How to choose: start with the bottleneck
Fifteen options is a lot. Which to produce first depends less on "what's trending" and more on where the business gets stuck.
- If reach is missing: organic social content and brand video.
- If conversion on the landing page is missing: product demo and testimonial.
- If the sale requires education: webinar and tutorial.
- If the team wastes time explaining the same thing: internal async video.
- If employee onboarding is slow: onboarding and training.
- If support costs are high: FAQ and troubleshooting video.
- If recruitment is hard: employer branding video.
- If the B2B sales cycle stalls: personalized video and customer cases.
- If launches go unnoticed: event piece and behind-the-scenes.
Diagnosing the bottleneck first —and applying the appropriate format— produces more impact than producing videos to fill a calendar.
Mistakes that recur in each use
Producing the wrong format for the channel. The brand spot uploaded as-is to TikTok and tanking. The internal async video that runs twenty minutes. The product demo that turns into a full tour of the suite.
Uniform quality when it shouldn't be. An internal async video doesn't need cinematic production; a brand spot can't be shot with a webcam. Matching quality to the use avoids wasting money at the top and credibility at the bottom.
Ignoring the channel's natural duration. Each channel has a retention curve that penalizes running longer than reasonable. Thirty seconds on TikTok perform differently than thirty seconds on LinkedIn.
Repurposing without adapting. A five-minute horizontal master sliced mechanically for vertical produces clumsy pieces. Smart adaptation requires specific re-editing for each format.
Producing without a leverage system. Making a five-minute video and uploading it only to YouTube wastes 80% of the value. Each well-made master piece should generate 5-10 derivatives: clips for social, fragments for email, featured images, a transcript for the blog.

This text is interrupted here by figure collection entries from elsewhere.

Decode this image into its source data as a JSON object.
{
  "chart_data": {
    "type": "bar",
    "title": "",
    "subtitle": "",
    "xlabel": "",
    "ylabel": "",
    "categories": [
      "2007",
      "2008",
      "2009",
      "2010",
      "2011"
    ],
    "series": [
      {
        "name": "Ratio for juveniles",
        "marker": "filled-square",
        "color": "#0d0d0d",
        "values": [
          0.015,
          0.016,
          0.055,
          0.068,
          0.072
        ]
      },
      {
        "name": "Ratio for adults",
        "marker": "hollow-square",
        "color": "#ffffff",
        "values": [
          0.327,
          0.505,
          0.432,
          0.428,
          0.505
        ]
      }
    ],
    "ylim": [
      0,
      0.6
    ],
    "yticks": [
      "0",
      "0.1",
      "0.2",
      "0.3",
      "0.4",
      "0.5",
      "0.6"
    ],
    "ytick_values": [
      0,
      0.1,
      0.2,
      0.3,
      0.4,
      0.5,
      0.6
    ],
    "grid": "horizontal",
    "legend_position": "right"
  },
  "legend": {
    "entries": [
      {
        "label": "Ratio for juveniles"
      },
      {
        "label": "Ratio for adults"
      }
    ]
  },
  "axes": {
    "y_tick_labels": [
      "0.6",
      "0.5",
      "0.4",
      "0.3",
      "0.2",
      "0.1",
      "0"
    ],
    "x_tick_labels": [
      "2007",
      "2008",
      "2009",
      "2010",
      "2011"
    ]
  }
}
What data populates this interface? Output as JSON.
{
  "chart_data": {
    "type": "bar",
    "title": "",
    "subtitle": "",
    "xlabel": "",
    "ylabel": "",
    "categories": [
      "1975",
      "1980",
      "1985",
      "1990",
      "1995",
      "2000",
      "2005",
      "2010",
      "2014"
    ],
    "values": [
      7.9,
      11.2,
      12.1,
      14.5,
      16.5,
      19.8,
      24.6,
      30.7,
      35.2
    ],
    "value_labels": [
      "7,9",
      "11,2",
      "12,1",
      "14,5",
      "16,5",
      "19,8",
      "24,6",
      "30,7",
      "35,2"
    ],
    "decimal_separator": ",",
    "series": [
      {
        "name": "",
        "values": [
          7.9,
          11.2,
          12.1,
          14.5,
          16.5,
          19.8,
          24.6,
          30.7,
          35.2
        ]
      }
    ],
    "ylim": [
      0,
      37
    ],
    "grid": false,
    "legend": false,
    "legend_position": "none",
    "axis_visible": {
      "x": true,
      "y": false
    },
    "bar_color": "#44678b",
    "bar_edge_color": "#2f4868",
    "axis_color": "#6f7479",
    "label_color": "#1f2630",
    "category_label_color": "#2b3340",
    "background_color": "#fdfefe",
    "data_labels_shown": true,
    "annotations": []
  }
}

Lack of a clear CTA. Videos that end without asking for anything, without inviting action, without a next step. They close the piece but don't open conversion.
How to fit video into the workflow
The diversity of uses means that video, if not managed, fragments the marketing workflow. Producing only when needed, without a system, leads to teams that reinvent the format every time —decisions about duration, voice, style, templates— and don't build capacity.
Creative operations is what sustains a video production system at scale. At Polimake, Studio decides which video use fits each need and maintains the aesthetic and message criteria; Media executes the production, including all the versions per channel, and archives the masters; Studio manages the calendar so that not everything gets produced in four weeks of panic.
This relates to video marketing as the broad territory, to the decision of a corporate video when that use applies, and to shooting spots when the piece is an advertisement.
To close
Video is the most versatile tool in modern marketing and communication —and that's exactly why it's underused. Producing videos without knowing what use they solve is a waste of budget. Diagnosing the business bottleneck first and choosing the format that unblocks it is what distinguishes a team that accumulates results from one that accumulates pieces in a Drive.
The practice that ages best: a clear catalog of possible uses, criteria for choosing based on the real bottleneck, a production system that sustains quality at speed, and archiving and leverage that multiply the ROI of each master.
Quick references
- 15-30s vertical for social reach.
- 30-60s for demos on a landing page.
- 2-5 minutes for testimonials and cases.
- 3-15 minutes for tutorials on YouTube.
- 30-60 minutes for B2B webinars.
- 2-15 minutes for internal async video.
- CTA always, adapted to the use.
- Adapt production to the use: not everything needs cinematic quality.
- Diagnose the bottleneck before producing.
- Systematic leverage: each master generates 5-10 derivatives.
- A regular calendar beats intermittent production for organic channels.